Thursday, February 7, 2019

audio - What are good ways to detect signal clipping in a recording?


Given a recording I need to detect whether any clipping has occurred.


Can I safely conclude there was clipping if any (one) sample reaches the maximum sample value, or should I look for a series of subsequent samples at the maximum level?



The recording may be taken from 16 or 24-bit A/D converters, and are converted to floating point values ranging from $-1...1$. If this conversion takes the form of a division by $2^{15}-1$ or $2^{23}-1$, then presumably the negative peaks can be somewhat lower than -1, and samples with the value -1 are not clipped?


Obviously one can always create a signal specifically to defeat the clipping detection algorithm, but I'm looking at recordings of speech, music, sine waves or pink/white noise.



Answer



I was in the middle of typing an answer pretty much exactly like Yoda's. He's is probably the most reliable but, I'll proposed a different solution so you have some options.

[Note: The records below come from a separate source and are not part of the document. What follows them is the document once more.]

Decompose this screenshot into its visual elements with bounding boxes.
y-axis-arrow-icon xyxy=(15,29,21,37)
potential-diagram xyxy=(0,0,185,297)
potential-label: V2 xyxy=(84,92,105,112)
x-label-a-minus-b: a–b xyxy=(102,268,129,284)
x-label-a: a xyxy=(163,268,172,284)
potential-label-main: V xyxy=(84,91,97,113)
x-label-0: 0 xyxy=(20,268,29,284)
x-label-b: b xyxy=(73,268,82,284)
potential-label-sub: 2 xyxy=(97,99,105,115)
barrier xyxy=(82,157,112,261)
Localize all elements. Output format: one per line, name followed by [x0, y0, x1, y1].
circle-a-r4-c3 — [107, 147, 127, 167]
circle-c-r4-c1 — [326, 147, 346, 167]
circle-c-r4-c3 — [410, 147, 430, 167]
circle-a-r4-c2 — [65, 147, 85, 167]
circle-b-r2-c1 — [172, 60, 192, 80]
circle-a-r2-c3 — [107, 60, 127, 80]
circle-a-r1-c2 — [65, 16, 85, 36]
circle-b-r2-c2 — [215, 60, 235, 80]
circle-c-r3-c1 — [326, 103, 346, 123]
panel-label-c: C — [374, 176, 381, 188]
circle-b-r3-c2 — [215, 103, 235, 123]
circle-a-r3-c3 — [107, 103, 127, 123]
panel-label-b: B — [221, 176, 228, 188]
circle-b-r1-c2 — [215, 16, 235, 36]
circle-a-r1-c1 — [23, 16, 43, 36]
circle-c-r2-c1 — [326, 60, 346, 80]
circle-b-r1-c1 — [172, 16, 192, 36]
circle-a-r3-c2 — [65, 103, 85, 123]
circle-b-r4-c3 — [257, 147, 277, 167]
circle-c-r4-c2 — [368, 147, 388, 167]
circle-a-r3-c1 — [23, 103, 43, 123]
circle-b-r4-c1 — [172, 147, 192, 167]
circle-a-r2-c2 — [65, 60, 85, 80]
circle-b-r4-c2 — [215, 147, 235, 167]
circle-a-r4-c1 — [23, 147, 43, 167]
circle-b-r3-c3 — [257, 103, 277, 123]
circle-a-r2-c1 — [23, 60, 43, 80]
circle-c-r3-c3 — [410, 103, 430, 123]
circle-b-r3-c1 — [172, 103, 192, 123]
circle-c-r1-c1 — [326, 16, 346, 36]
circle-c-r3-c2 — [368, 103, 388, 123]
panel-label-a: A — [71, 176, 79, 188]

If you take a histogram of your signal, you will more than likely a bell or triangle like shape depending on the signal type. Clean signals will tend to follow this pattern. Many recording studios add a "loudness" effect that causes a little bump near the top, but it is still somewhat smooth looking. Here is an example from a real song from a major musician:


Histogram


Here is the histogram of signal that Yoda gives in his answer:


Histogram with no Clipping


And now the case of their being clipping:



Histogram with Clipping


This method can be fooled at times, but it is at least something to throw in your tool bag for situations that the FFT method doesn't seem to be working for you or is too many computations for your environment.